TIBERIAS AND THE ROUTE TO NAZARETH.

TIBERIAS, perhaps, was only rebuilt by Herod,* on a spot previously memorable as the site of another city. The very fact that anterior to the founding of the city by Herod, "there were here many ancient sepulchres," affords reason to conclude that there must have been some motive for the burial of the dead at this place similar to that which suggests burial near Jerusalem, Safed, Meiron, and even Tiberias, where the tombs and sepulchres are erected near the walls. These sepulchres therefore indicated an ancient settlement before the time at which they were noticed by Herod, who founded the present town and named it Tiberias, after the Emperor, his friend and patron. That ancient city, as Jerome affirms, might have been Chinneroth. Tiberias was the principal city of the Jews in all matters appertaining to their literature; and men lived and died here who, had their studies been classic instead of Jewish, would have ranked high among the most learned of the world.

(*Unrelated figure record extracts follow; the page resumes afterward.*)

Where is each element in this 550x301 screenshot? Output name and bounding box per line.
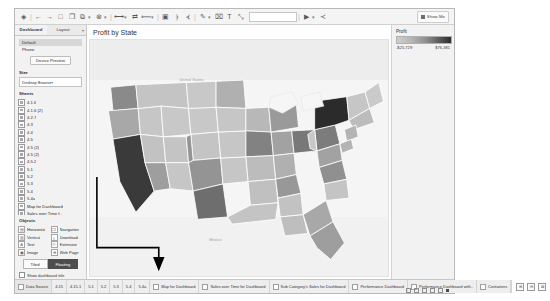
sheet-list-item-label: 5.3 (27, 181, 33, 186)
sheet-list-item[interactable]: 4.5 (18, 136, 83, 143)
object-item-image[interactable]: ▣Image (18, 248, 51, 256)
object-item-web-page[interactable]: ⊕Web Page (51, 248, 84, 256)
sheet-list-item-label: 4.4 (27, 130, 33, 135)
object-item-text[interactable]: AText (18, 241, 51, 249)
sheet-list-item-label: 4.5 (27, 137, 33, 142)
worksheet-icon (18, 144, 25, 151)
sheet-list-item[interactable]: 5.1 (18, 166, 83, 173)
sheet-list-item[interactable]: 4.1.6 (2) (18, 106, 83, 113)
object-item-label: Text (27, 242, 35, 247)
forward-arrow-icon[interactable]: → (44, 11, 55, 22)
share-icon[interactable]: ≺ (317, 11, 328, 22)
state-missouri (246, 156, 276, 182)
tiled-button[interactable]: Tiled (23, 259, 48, 269)
sort-ascending-icon[interactable]: ⦒ (171, 11, 182, 22)
sheet-list-item[interactable]: 4.3 (18, 121, 83, 128)
sheet-list-item[interactable]: 5.3 (18, 180, 83, 187)
sheet-tab-icon (480, 284, 486, 290)
highlight-icon[interactable]: ✎ (197, 11, 208, 22)
dashboard-canvas[interactable]: Profit by State (87, 25, 392, 279)
clear-sheet-icon[interactable]: ⊗ (93, 11, 104, 22)
worksheet-icon (18, 99, 25, 106)
main-toolbar: ◈ | ← → □ ❐ ⧉ ▾ ⊗ ▾ | ⟷ ▾ ⇄ ⟸ ▾ | ▣ ⦒ ⦓ … (15, 9, 454, 25)
sheet-list-item[interactable]: 5.2 (18, 173, 83, 180)
sheet-list-item[interactable]: 4.1.6 (18, 99, 83, 106)
sheet-list-item[interactable]: Map for Dashboard (18, 202, 83, 209)
text-icon: A (18, 241, 25, 248)
horizontal-container-icon: ▤ (18, 226, 25, 233)
new-worksheet-icon[interactable]: ⧉ (77, 11, 88, 22)
state-mississippi (278, 193, 303, 217)
connect-data-icon[interactable]: ❐ (66, 11, 77, 22)
sheet-list-item-label: 4.1.6 (27, 100, 36, 105)
legend-title: Profit (396, 29, 450, 34)
fix-axes-icon[interactable]: ⤡ (235, 11, 246, 22)
state-south-dakota-w (189, 107, 219, 134)
floating-button[interactable]: Floating (48, 259, 79, 269)
sheet-list-item-label: 4.5.2 (27, 159, 36, 164)
map-view[interactable]: United States Mexico (89, 39, 389, 277)
tableau-window: ◈ | ← → □ ❐ ⧉ ▾ ⊗ ▾ | ⟷ ▾ ⇄ ⟸ ▾ | ▣ ⦒ ⦓ … (14, 8, 455, 294)
sheet-tab[interactable]: Containers (477, 280, 511, 293)
sheet-list-item[interactable]: 4.5 (2) (18, 151, 83, 158)
sheet-list-item[interactable]: 4.2.7 (18, 114, 83, 121)
object-item-navigation[interactable]: ❐Navigation (51, 226, 84, 234)
device-item-default[interactable]: Default (19, 39, 82, 46)
object-item-label: Extension (60, 242, 78, 247)
new-story-icon[interactable]: ⊠ (538, 283, 546, 291)
redo-icon[interactable]: ⟸ (140, 11, 151, 22)
status-dot-5 (438, 288, 443, 293)
size-select[interactable]: Desktop Browser (1000 x 8.. ▾ (19, 77, 82, 87)
show-me-icon (421, 15, 425, 19)
state-utah (163, 137, 188, 163)
sheet-list-item[interactable]: 4.5.2 (18, 158, 83, 165)
device-preview-button[interactable]: Device Preview (30, 56, 71, 65)
tableau-logo-icon[interactable]: ◈ (18, 11, 29, 22)
sheet-list-item-label: 5.1 (27, 167, 33, 172)
object-item-horizontal[interactable]: ▤Horizontal (18, 226, 51, 234)
sheet-list-item[interactable]: 5.4a (18, 195, 83, 202)
undo-icon[interactable]: ⟷ (113, 11, 124, 22)
duplicate-icon[interactable]: ▣ (160, 11, 171, 22)
swap-rows-columns-icon[interactable]: ⇄ (129, 11, 140, 22)
dashboard-side-panel: Dashboard Layout ▾ Default Phone Device … (15, 25, 87, 279)
sheet-tab-label: Containers (488, 284, 507, 289)
group-members-icon[interactable]: ⌧ (213, 11, 224, 22)
legend-max-value: $76,381 (435, 45, 450, 50)
show-labels-icon[interactable]: T (224, 11, 235, 22)
status-dot-2 (414, 288, 419, 293)
fit-select[interactable] (249, 12, 297, 22)
status-dot-6 (446, 289, 449, 292)
device-preview-row: Device Preview (19, 56, 82, 65)
device-item-phone[interactable]: Phone (19, 46, 82, 53)
legend-panel: Profit -$25,729 $76,381 (392, 25, 454, 279)
object-item-extension[interactable]: ⚇Extension (51, 241, 84, 249)
objects-grid[interactable]: ▤Horizontal❐Navigation▥Vertical⤓Download… (15, 226, 86, 256)
show-me-button[interactable]: Show Me (417, 11, 449, 23)
panel-collapse-icon[interactable]: ▾ (79, 28, 86, 33)
presentation-mode-icon[interactable]: ▶ (301, 11, 312, 22)
sheet-list-item[interactable]: 4.5 (2) (18, 143, 83, 150)
sort-descending-icon[interactable]: ⦓ (182, 11, 193, 22)
show-dashboard-title-checkbox[interactable] (19, 272, 25, 278)
new-dashboard-icon[interactable]: ⊟ (527, 283, 535, 291)
sheet-list-item-label: Map for Dashboard (27, 204, 63, 209)
show-dashboard-title-row[interactable]: Show dashboard title (15, 271, 86, 279)
tab-layout[interactable]: Layout (47, 25, 79, 35)
sheet-list-item-label: 4.1.6 (2) (27, 108, 43, 113)
legend-gradient-bar[interactable] (396, 36, 452, 44)
tab-dashboard[interactable]: Dashboard (15, 25, 47, 35)
choropleth-map[interactable] (90, 40, 388, 276)
sheet-list-item[interactable]: 5.4 (18, 188, 83, 195)
legend-values: -$25,729 $76,381 (396, 45, 450, 50)
save-icon[interactable]: □ (55, 11, 66, 22)
state-indiana (271, 131, 294, 156)
state-wyoming (161, 106, 191, 137)
new-worksheet-icon[interactable]: ⊞ (516, 283, 524, 291)
object-item-vertical[interactable]: ▥Vertical (18, 233, 51, 241)
back-arrow-icon[interactable]: ← (33, 11, 44, 22)
object-item-download[interactable]: ⤓Download (51, 233, 84, 241)
sheet-list-item[interactable]: 4.4 (18, 129, 83, 136)
sheets-list[interactable]: 4.1.64.1.6 (2)4.2.74.34.44.54.5 (2)4.5 (… (15, 99, 86, 215)
sheet-list-item-label: 4.2.7 (27, 115, 36, 120)
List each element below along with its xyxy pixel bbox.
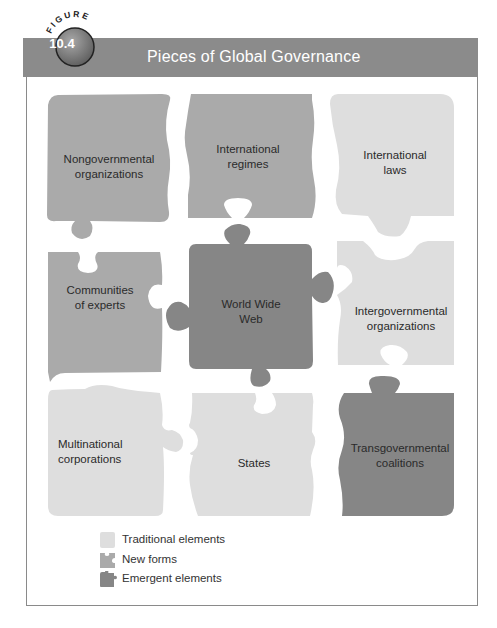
label-line: International — [336, 148, 454, 163]
emergent-swatch-icon — [100, 571, 118, 588]
label-international-laws: International laws — [336, 148, 454, 178]
piece-intergovernmental-organizations — [337, 241, 454, 365]
label-multinational-corporations: Multinational corporations — [58, 437, 148, 467]
legend-label: Emergent elements — [122, 572, 222, 584]
label-line: Intergovernmental — [345, 304, 457, 319]
label-line: regimes — [188, 157, 308, 172]
label-line: organizations — [52, 167, 166, 182]
label-line: coalitions — [342, 456, 458, 471]
label-line: corporations — [58, 452, 148, 467]
label-line: International — [188, 142, 308, 157]
label-line: Transgovernmental — [342, 441, 458, 456]
label-intergovernmental-organizations: Intergovernmental organizations — [345, 304, 457, 334]
legend-label: Traditional elements — [122, 533, 225, 545]
label-communities-of-experts: Communities of experts — [50, 283, 150, 313]
label-line: States — [200, 456, 308, 471]
new-forms-swatch-icon — [100, 552, 116, 569]
label-line: Nongovernmental — [52, 152, 166, 167]
label-states: States — [200, 456, 308, 471]
label-line: laws — [336, 163, 454, 178]
label-nongovernmental-organizations: Nongovernmental organizations — [52, 152, 166, 182]
label-line: Web — [195, 312, 307, 327]
label-transgovernmental-coalitions: Transgovernmental coalitions — [342, 441, 458, 471]
label-line: World Wide — [195, 297, 307, 312]
label-international-regimes: International regimes — [188, 142, 308, 172]
label-world-wide-web: World Wide Web — [195, 297, 307, 327]
label-line: Multinational — [58, 437, 148, 452]
piece-states — [189, 393, 315, 516]
piece-communities-of-experts — [48, 252, 162, 382]
label-line: Communities — [50, 283, 150, 298]
legend-label: New forms — [122, 553, 177, 565]
label-line: organizations — [345, 319, 457, 334]
label-line: of experts — [50, 298, 150, 313]
traditional-swatch-icon — [100, 532, 116, 549]
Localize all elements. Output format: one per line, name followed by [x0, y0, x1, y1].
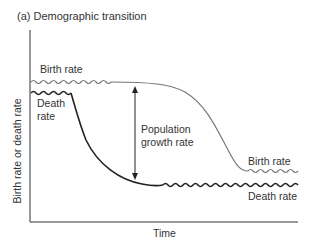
death-rate-label-end: Death rate: [248, 190, 297, 202]
birth-rate-label-start: Birth rate: [40, 63, 83, 75]
growth-rate-label-line2: growth rate: [141, 136, 194, 148]
birth-rate-label-end: Birth rate: [248, 155, 291, 167]
y-axis-label: Birth rate or death rate: [11, 76, 23, 226]
growth-rate-arrow: [132, 86, 138, 180]
death-rate-label-start-line1: Death: [37, 97, 65, 109]
growth-rate-label-line1: Population: [141, 123, 191, 135]
x-axis-label: Time: [153, 227, 176, 239]
death-rate-label-start-line2: rate: [37, 110, 55, 122]
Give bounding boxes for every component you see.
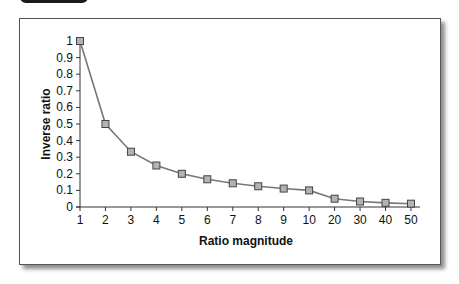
x-axis-title: Ratio magnitude: [199, 234, 293, 248]
y-tick-label: 0.5: [56, 117, 73, 131]
x-tick-label: 30: [353, 213, 367, 227]
y-tick-label: 0.7: [56, 84, 73, 98]
data-point-marker: [280, 185, 287, 192]
data-series: [77, 38, 415, 208]
x-tick-label: 40: [379, 213, 393, 227]
data-point-marker: [255, 183, 262, 190]
x-tick-label: 4: [153, 213, 160, 227]
data-point-marker: [407, 200, 414, 207]
y-tick-label: 0.1: [56, 183, 73, 197]
data-point-marker: [77, 38, 84, 45]
x-tick-label: 2: [102, 213, 109, 227]
x-tick-label: 20: [328, 213, 342, 227]
x-tick-label: 3: [128, 213, 135, 227]
x-tick-label: 7: [229, 213, 236, 227]
y-tick-label: 0.6: [56, 100, 73, 114]
x-tick-label: 10: [302, 213, 316, 227]
x-tick-label: 1: [77, 213, 84, 227]
y-axis: 00.10.20.30.40.50.60.70.80.91: [56, 34, 80, 214]
x-tick-label: 5: [178, 213, 185, 227]
y-tick-label: 0.4: [56, 134, 73, 148]
line-chart: 00.10.20.30.40.50.60.70.80.91 1234567891…: [0, 0, 459, 284]
data-point-marker: [204, 176, 211, 183]
data-point-marker: [331, 195, 338, 202]
data-point-marker: [127, 148, 134, 155]
data-point-marker: [153, 162, 160, 169]
y-tick-label: 0.3: [56, 150, 73, 164]
y-tick-label: 0: [66, 200, 73, 214]
data-point-marker: [306, 187, 313, 194]
x-tick-label: 6: [204, 213, 211, 227]
y-axis-title: Inverse ratio: [39, 88, 53, 159]
data-point-marker: [229, 180, 236, 187]
y-tick-label: 1: [66, 34, 73, 48]
x-tick-label: 9: [280, 213, 287, 227]
data-point-marker: [382, 199, 389, 206]
data-point-marker: [102, 121, 109, 128]
data-point-marker: [178, 170, 185, 177]
data-point-marker: [357, 198, 364, 205]
y-tick-label: 0.2: [56, 167, 73, 181]
x-tick-label: 50: [404, 213, 418, 227]
x-tick-label: 8: [255, 213, 262, 227]
x-axis: 1234567891020304050: [76, 207, 420, 227]
y-tick-label: 0.8: [56, 67, 73, 81]
y-tick-label: 0.9: [56, 51, 73, 65]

There are several still remaining whose knowledge of the Hebrew Scriptures is remarkable; but it has more intimate connexion with the mere readings and variations of the text than with the history of the nation or of its literature. Among one class of Jews in the town the custom described

*Herod Antipas, son of Herod the Great, and the one who took Herodias, "his brother Philip's wife" (Matt. xiv. 1). Josephus's Antiquities, xviii. 2. 3; Wars of the Jews, ii. 9. 1. He afterward suffered in consequence of a suggestion by Herodias, and died with his wife in exile at Lyons, in Gaul.